The anthropomorphic personification of Death in cinema is almost as old as the art form itself, whether Death is playing chess with Max Von Sydow in The Seventh Seal or crashing Vincent Price’s party in The Masque of the Red Death, it has always been a fascinating archetype that writers and filmmakers have loved to…
Triangle (2009) – Review
A masked killer stalking a small group of survivors – as they run through the halls of what appears to be an abandoned ghost ship – may sound like elements to your standard slasher flick – which to be fair it does – but you are in for a big surprise when you sit down…
King Arthur: Legend of the Sword (2016) – Review
If you were to look up the word “Hubris” in the dictionary one should not be surprised to find the definition altered to now describe it as, “A quality of extreme or foolish pride or dangerous overconfidence i.e. Warner Brothers and King Arthur: Legend of the Sword.”
The Deadly Tower (1975) – Review
Over the years Kurt Russell has played some very dangerous characters – the anti-hero Snake Plissken in Escape from New York, the suicidal Captain O’Neil from Stargate, and the psychotic Stuntman Mike from Tarantino’s Death Proof – so it’s almost hard to believe that for the first half of his career he was mostly known…
Jumper (2008) From Book to Screen
Adapting a popular novel is never going to be easy, the difference in mediums is too great for there ever to be a perfect translation from book to screen, but in the case of the 2008 adaptation of Steven Gould’s young adult book Jumper they didn’t even try.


== Task statement ==
Return each line of the records below that contains the word "visual".

Records to use Start Marker

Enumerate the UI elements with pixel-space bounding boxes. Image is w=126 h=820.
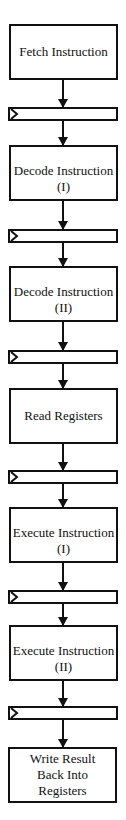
clock-edge-icon bbox=[10, 472, 20, 482]
stage-sublabel: (II) bbox=[55, 659, 72, 675]
pipeline-register-1 bbox=[8, 107, 118, 121]
clock-edge-icon bbox=[10, 592, 20, 602]
clock-edge-icon bbox=[10, 231, 20, 241]
stage-decode-instruction-2: Decode Instruction (II) bbox=[9, 266, 118, 322]
stage-decode-instruction-1: Decode Instruction (I) bbox=[9, 145, 118, 201]
stage-label: Execute Instruction bbox=[13, 643, 114, 659]
stage-label-line3: Registers bbox=[38, 783, 86, 799]
clock-edge-icon bbox=[10, 352, 20, 362]
stage-label: Execute Instruction bbox=[13, 525, 114, 541]
pipeline-register-2 bbox=[8, 229, 118, 243]
arrow-down-icon bbox=[62, 201, 64, 229]
stage-execute-instruction-1: Execute Instruction (I) bbox=[9, 507, 118, 563]
stage-label: Decode Instruction bbox=[14, 163, 113, 179]
pipeline-register-4 bbox=[8, 470, 118, 484]
arrow-down-icon bbox=[62, 444, 64, 470]
arrow-down-icon bbox=[62, 563, 64, 590]
arrow-down-icon bbox=[62, 604, 64, 625]
pipeline-register-5 bbox=[8, 590, 118, 604]
stage-label: Write Result bbox=[30, 751, 96, 767]
clock-edge-icon bbox=[10, 109, 20, 119]
stage-label: Fetch Instruction bbox=[19, 44, 107, 60]
arrow-down-icon bbox=[62, 243, 64, 266]
arrow-down-icon bbox=[62, 121, 64, 145]
arrow-down-icon bbox=[62, 80, 64, 107]
arrow-down-icon bbox=[62, 322, 64, 350]
stage-fetch-instruction: Fetch Instruction bbox=[9, 24, 118, 80]
stage-label-line2: Back Into bbox=[37, 767, 88, 783]
arrow-down-icon bbox=[62, 364, 64, 388]
stage-execute-instruction-2: Execute Instruction (II) bbox=[9, 625, 118, 681]
stage-label: Read Registers bbox=[24, 408, 102, 424]
stage-label: Decode Instruction bbox=[14, 284, 113, 300]
stage-sublabel: (I) bbox=[57, 179, 70, 195]
stage-write-back: Write Result Back Into Registers bbox=[8, 747, 117, 803]
pipeline-register-6 bbox=[8, 706, 118, 720]
clock-edge-icon bbox=[10, 708, 20, 718]
arrow-down-icon bbox=[62, 720, 64, 747]
stage-read-registers: Read Registers bbox=[9, 388, 118, 444]
arrow-down-icon bbox=[62, 484, 64, 507]
stage-sublabel: (I) bbox=[57, 541, 70, 557]
pipeline-register-3 bbox=[8, 350, 118, 364]
arrow-down-icon bbox=[62, 681, 64, 706]
stage-sublabel: (II) bbox=[55, 300, 72, 316]
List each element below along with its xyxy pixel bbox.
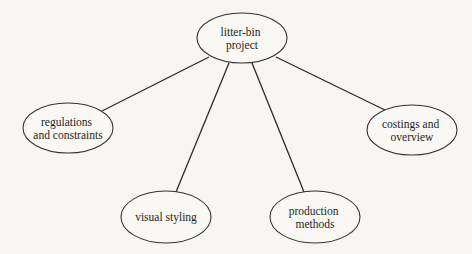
node-label-line: visual styling <box>135 211 197 224</box>
edge-root-costings <box>276 57 389 112</box>
node-label: production methods <box>289 205 342 230</box>
node-label-line: costings and <box>382 118 439 131</box>
node-label-line: regulations <box>41 116 93 129</box>
node-label: litter-bin project <box>221 26 264 52</box>
node-label-line: methods <box>296 218 335 230</box>
node-label-line: litter-bin <box>221 26 261 38</box>
edge-root-regulations <box>102 57 209 111</box>
node-label: visual styling <box>135 211 197 224</box>
node-label-line: production <box>289 205 339 218</box>
node-label-line: project <box>226 39 259 52</box>
node-label-line: and constraints <box>33 129 103 141</box>
connectors <box>102 57 389 192</box>
edge-root-visual-styling <box>176 63 229 192</box>
node-litter-bin-project: litter-bin project <box>197 13 287 63</box>
node-production-methods: production methods <box>270 191 360 243</box>
edge-root-production <box>252 63 304 192</box>
node-visual-styling: visual styling <box>121 191 211 243</box>
node-regulations-and-constraints: regulations and constraints <box>23 103 113 153</box>
mind-map-diagram: litter-bin project regulations and const… <box>0 0 472 254</box>
node-costings-and-overview: costings and overview <box>367 105 457 155</box>
node-label-line: overview <box>391 131 434 143</box>
node-label: costings and overview <box>382 118 442 143</box>
node-label: regulations and constraints <box>33 116 103 141</box>
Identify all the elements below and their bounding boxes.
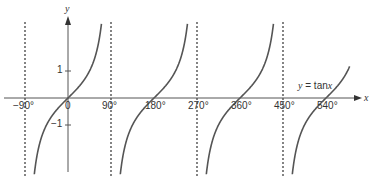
axes <box>4 16 362 172</box>
y-tick-label-1: 1 <box>57 64 63 75</box>
x-tick-label: 180° <box>145 100 166 111</box>
y-axis-label: y <box>65 3 69 14</box>
function-label: y = tanx <box>298 80 332 91</box>
x-tick-label: 360° <box>231 100 252 111</box>
x-tick-label: 540° <box>317 100 338 111</box>
x-tick-label: 0 <box>65 100 71 111</box>
x-axis-arrow-icon <box>354 95 362 101</box>
x-tick-label: 270° <box>188 100 209 111</box>
function-label-tan: tan <box>314 80 328 91</box>
function-label-var: x <box>328 80 332 91</box>
y-tick-label-neg1: −1 <box>51 118 62 129</box>
x-tick-label: 90° <box>102 100 117 111</box>
x-tick-label: 450° <box>274 100 295 111</box>
x-tick-label: −90° <box>13 100 34 111</box>
tan-graph <box>0 0 371 184</box>
x-axis-label: x <box>364 92 368 103</box>
y-axis-arrow-icon <box>65 16 71 25</box>
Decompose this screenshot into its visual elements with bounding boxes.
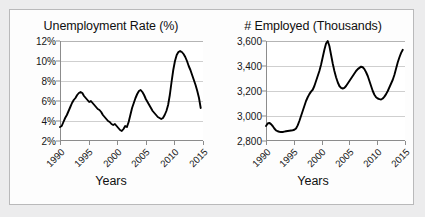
plot-area-number-employed: 2,8003,0003,2003,4003,600199019952000200… [266, 41, 405, 141]
x-tick-label: 2005 [129, 146, 152, 169]
x-tick-mark [89, 141, 90, 145]
y-tick-label: 3,600 [237, 36, 262, 47]
x-tick-mark [322, 141, 323, 145]
y-tick-label: 2,800 [237, 136, 262, 147]
x-tick-mark [117, 141, 118, 145]
x-tick-mark [174, 141, 175, 145]
y-tick-label: 3,000 [237, 111, 262, 122]
x-tick-label: 1990 [249, 146, 272, 169]
charts-container: Unemployment Rate (%) 2%4%6%8%10%12%1990… [10, 10, 415, 204]
series-line [60, 41, 203, 141]
xaxis-title-number-employed: Years [212, 174, 414, 188]
chart-unemployment-rate: Unemployment Rate (%) 2%4%6%8%10%12%1990… [10, 10, 212, 204]
x-tick-label: 2005 [333, 146, 356, 169]
x-tick-label: 2015 [388, 146, 411, 169]
x-tick-label: 1995 [72, 146, 95, 169]
x-tick-label: 1990 [43, 146, 66, 169]
charts-panel: Unemployment Rate (%) 2%4%6%8%10%12%1990… [9, 9, 414, 205]
y-tick-label: 3,400 [237, 61, 262, 72]
x-tick-mark [146, 141, 147, 145]
x-tick-mark [266, 141, 267, 145]
x-tick-label: 2010 [361, 146, 384, 169]
chart-title-unemployment-rate: Unemployment Rate (%) [10, 19, 212, 33]
x-tick-label: 1995 [277, 146, 300, 169]
xaxis-title-unemployment-rate: Years [10, 174, 212, 188]
y-tick-label: 8% [42, 76, 56, 87]
y-tick-label: 3,200 [237, 86, 262, 97]
y-tick-label: 10% [36, 56, 56, 67]
y-tick-label: 4% [42, 116, 56, 127]
x-tick-label: 2010 [158, 146, 181, 169]
x-tick-mark [377, 141, 378, 145]
x-tick-label: 2000 [101, 146, 124, 169]
y-tick-label: 6% [42, 96, 56, 107]
y-tick-label: 2% [42, 136, 56, 147]
x-tick-label: 2015 [186, 146, 209, 169]
x-tick-label: 2000 [305, 146, 328, 169]
x-tick-mark [60, 141, 61, 145]
chart-number-employed: # Employed (Thousands) 2,8003,0003,2003,… [212, 10, 414, 204]
x-tick-mark [294, 141, 295, 145]
chart-title-number-employed: # Employed (Thousands) [212, 19, 414, 33]
x-tick-mark [405, 141, 406, 145]
plot-area-unemployment-rate: 2%4%6%8%10%12%199019952000200520102015 [60, 41, 203, 141]
series-line [266, 41, 405, 141]
x-tick-mark [349, 141, 350, 145]
x-tick-mark [203, 141, 204, 145]
y-tick-label: 12% [36, 36, 56, 47]
screenshot-root: Unemployment Rate (%) 2%4%6%8%10%12%1990… [0, 0, 425, 217]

Records to use End Marker

== Task answer ==
node-label-line: visual styling <box>135 211 197 224</box>
node-label: visual styling <box>135 211 197 224</box>
edge-root-visual-styling <box>176 63 229 192</box>
node-visual-styling: visual styling <box>121 191 211 243</box>
Decompose this screenshot into its visual elements with bounding boxes.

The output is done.